If you’re here, it means you finally finished Squid Game, Netflix’s latest suspenseful and exceptionally successful Korean TV drama.

The series is the first K-drama to become Netflix’s No. 1 show, which is a big deal. Foreign shows and films don’t usually rate high in English-speaking territories due to unfortunate reservations about watching media in other languages. This time, the series was just so good that it became the top show in the United States after only four days.

Squid Game comes from successful Korean director and screenwriter Hwang Dong-hyuk, who admitted that the series was one of his hardest projects to date.

Here’s a quick recap of what’s happened so far in the world of Squid Game and an explanation of that intense ending, plus some predictions for a second season.

What happened in Squid Game season 1?

Seong Gi-hun (Lee Jing-jae) is a divorced father with a heavy gambling addiction, which lands him in financial trouble. Gi-hun becomes one of 456 debt-ridden players who participate in six games.  The winner leaves with nearly $40 million U.S. dollars.

The games are simple enough, but the penalty for losing is death. The Front Man runs Squid Game from behind a mask and acts as a host to American VIPs, who arrive partway through the games to make bets on players.

The number of players drops quickly until there are two participants in the final match: Gi-hun and his childhood friend, Sang-woo.

While the players are being killed off for entertainment, Korean police officer Jun-ho (Wi Ha-jun) infiltrates the facility Squid Game is held in, searching for his missing brother. Although though he successfully passes as a worker for a while and gathers evidence, he is eventually forced to run. The man-hunt ends when The Front Man reveals himself to be Jun-ho’s missing brother, In-ho. The Front Man then shoots his brother, supposedly killing him.

It’s no small feat emotionally or physically, but Gi-hun wins the games and the prize money. After being released, Gi-hun finds his mother (who he was trying to win money for) has died. Even a year later, he still can’t shake the horrors he experienced while participating in Squid Game.

Gi-hun is mysteriously invited to an abandoned office building, where he finds his supposedly dead friend from the games Il-nam on the edge of death. Il-nam explains that he’s the creator, and in light of his fatal brain tumor, decided to finally participate in the games instead of facilitating them. After a final bet on the goodness of humanity, Il-nam dies in the presence of Gi-hun.
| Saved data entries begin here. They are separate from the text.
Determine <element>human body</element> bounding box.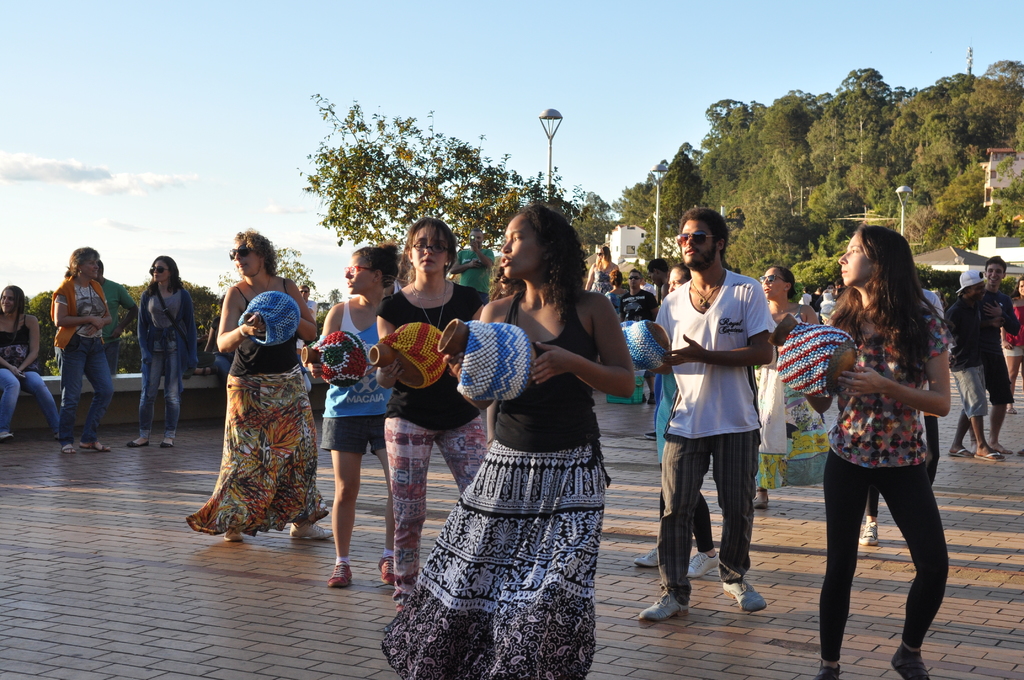
Determined: <box>126,283,201,450</box>.
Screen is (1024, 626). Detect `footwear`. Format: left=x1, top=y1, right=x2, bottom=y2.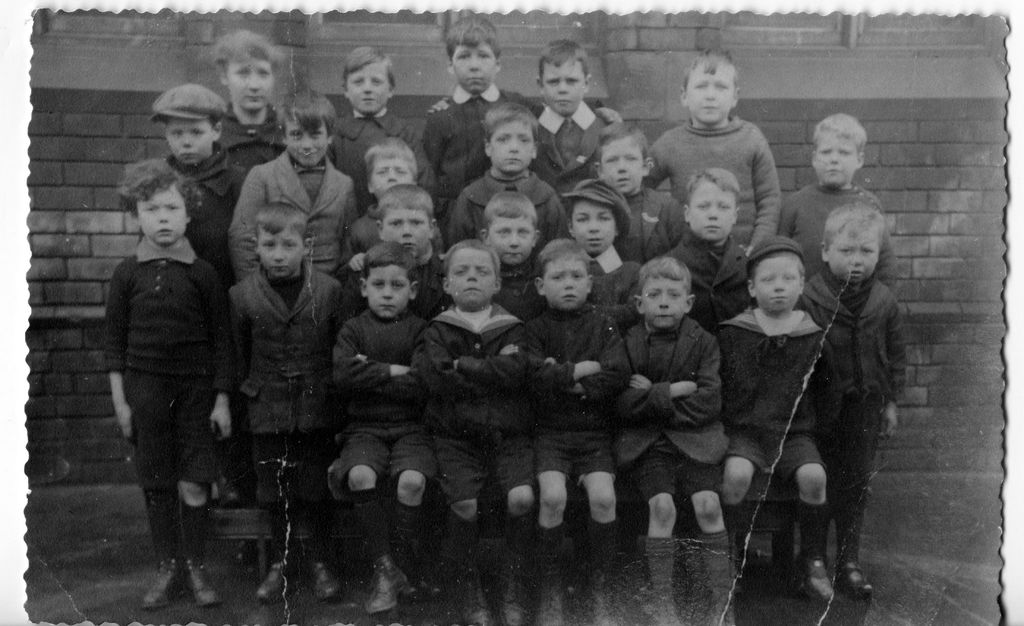
left=250, top=562, right=297, bottom=606.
Later in the subway when Gi-hun sees a stranger participating in the selection process for the games, he runs to intervene, now aware that the games are a continuously ongoing event. Right before he boards a plane to visit his daughter in the United States, Gi-hun calls the phone number that contacts the game-runners and confronts their evildoing. He decides to forgo visiting his daughter and turns back, now a man with a new mission.